SEVEN people were slaughtered and two left fighting for their lives at a mobile home park in America's Deep South.
Cops in Georgia made the grisly discovery this morning after a family member of one of the victims called 911.
Glynn County Police Chief Matt Doering said: "It's not a scene that I would want anybody to see."
He added it was the worst mass slaying in his 25 years of police work in this coastal Georgia county.
He would not say how the victims died, and he also declined to say whether police believe the killer was among the dead or remained at large.
No arrests had been made.
Investigators were talking to neighbours about whether they saw or heard anything unusual at the dingy mobile home shaded by large, moss-draped oaks with an old boat in the front yard.
Police had not interviewed the survivors, who remained in critical condition and may be the only witnesses.

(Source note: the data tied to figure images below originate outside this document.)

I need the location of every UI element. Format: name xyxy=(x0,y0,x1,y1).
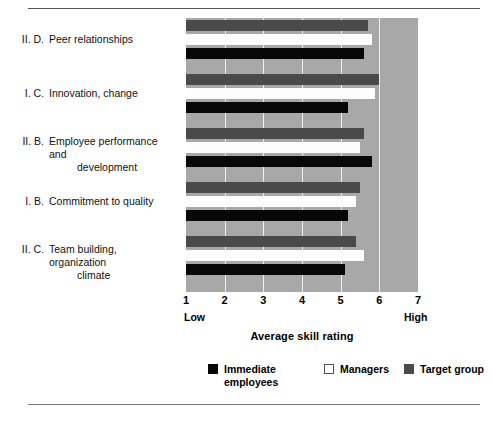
category-label-5: II. C.Team building, organizationclimate xyxy=(14,243,180,282)
x-tick-label-7: 7 xyxy=(415,294,421,306)
category-text-3: Employee performance anddevelopment xyxy=(49,135,175,174)
bar-managers-5 xyxy=(186,250,364,261)
legend-item-immediate-employees: Immediateemployees xyxy=(208,363,308,389)
x-axis-high-label: High xyxy=(404,311,427,323)
plot-area xyxy=(186,18,418,292)
bar-group-2 xyxy=(186,74,418,113)
x-tick-label-2: 2 xyxy=(222,294,228,306)
bottom-divider-rule xyxy=(28,404,480,405)
bar-group-5 xyxy=(186,236,418,275)
bar-immediate-employees-5 xyxy=(186,264,345,275)
bar-managers-4 xyxy=(186,196,356,207)
category-numeral-1: II. D. xyxy=(14,33,49,46)
category-text-5: Team building, organizationclimate xyxy=(49,243,175,282)
bar-immediate-employees-3 xyxy=(186,156,372,167)
legend-label-target-group: Target group xyxy=(420,363,484,376)
bar-target-group-3 xyxy=(186,128,364,139)
category-label-1: II. D.Peer relationships xyxy=(14,33,180,46)
bar-group-3 xyxy=(186,128,418,167)
category-label-4: I. B.Commitment to quality xyxy=(14,195,180,208)
legend-item-target-group: Target group xyxy=(404,363,492,376)
bar-immediate-employees-4 xyxy=(186,210,348,221)
category-numeral-4: I. B. xyxy=(14,195,49,208)
bar-managers-3 xyxy=(186,142,360,153)
legend-label-managers: Managers xyxy=(340,363,389,376)
bar-target-group-5 xyxy=(186,236,356,247)
bar-group-4 xyxy=(186,182,418,221)
bar-target-group-1 xyxy=(186,20,368,31)
x-tick-label-5: 5 xyxy=(338,294,344,306)
bar-immediate-employees-1 xyxy=(186,48,364,59)
bar-managers-1 xyxy=(186,34,372,45)
x-axis-tick-labels: 1234567 xyxy=(186,294,418,310)
x-tick-label-3: 3 xyxy=(260,294,266,306)
legend-swatch-icon-target xyxy=(404,364,414,374)
chart-legend: Immediateemployees Managers Target group xyxy=(186,363,476,403)
x-tick-label-1: 1 xyxy=(183,294,189,306)
category-numeral-2: I. C. xyxy=(14,87,49,100)
legend-label-immediate-line2: employees xyxy=(224,376,278,388)
x-axis-low-label: Low xyxy=(184,311,205,323)
category-text-5-line2: climate xyxy=(49,269,110,282)
top-divider-rule xyxy=(28,8,480,9)
bar-immediate-employees-2 xyxy=(186,102,348,113)
bar-chart: II. D.Peer relationshipsI. C.Innovation,… xyxy=(0,0,492,424)
category-text-3-line2: development xyxy=(49,161,137,174)
category-text-1: Peer relationships xyxy=(49,33,175,46)
category-numeral-5: II. C. xyxy=(14,243,49,256)
legend-swatch-icon-managers xyxy=(324,364,334,374)
legend-item-managers: Managers xyxy=(324,363,414,376)
gridline-7 xyxy=(418,18,419,292)
x-axis-title: Average skill rating xyxy=(186,330,418,342)
category-numeral-3: II. B. xyxy=(14,135,49,148)
bar-managers-2 xyxy=(186,88,375,99)
legend-label-immediate-line1: Immediate xyxy=(224,363,276,375)
bar-target-group-4 xyxy=(186,182,360,193)
legend-swatch-icon-immediate xyxy=(208,364,218,374)
category-label-2: I. C.Innovation, change xyxy=(14,87,180,100)
category-text-4: Commitment to quality xyxy=(49,195,175,208)
category-text-2: Innovation, change xyxy=(49,87,175,100)
category-label-3: II. B.Employee performance anddevelopmen… xyxy=(14,135,180,174)
x-tick-label-6: 6 xyxy=(376,294,382,306)
bar-target-group-2 xyxy=(186,74,379,85)
bar-group-1 xyxy=(186,20,418,59)
x-tick-label-4: 4 xyxy=(299,294,305,306)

"I assume they know something, but we have not been able to speak to them," the chief said.
All seven bodies were identified by Saturday evening.
Massacre
Doering said families of the victims had been notified, but he would not release any names or ages before receiving the autopsy results.
"I really don't know the ages," Doering said. "There were some older-aged victims and we believe there were some in their teens."
Located a few miles north of the port city of Brunswick, the mobile home park consists of about 100 spaces and is nestled among centuries-old live oak trees near the centre of New Hope Plantation, according to the plantation's Web site.
Lisa Vizcaino, who has lived at New Hope for three years, said the management works hard to keep troublemakers out of the mobile home park and that it tends to be quiet.
"New Hope isn't run down or trashy at all," Vizcaino said. "It's the kind of place where you can actually leave your keys in the car and not worry about anything."
Vizcaino said she didn't know the victims and heard nothing unusual when she woke up at 7am on Saturday morning. After word of the slayings spread, she said, the park was quieter than usual.
"Everybody had pretty much stayed in their houses," Vizcaino said. "Normally you would see kids outside, but everybody's been pretty much on lockdown."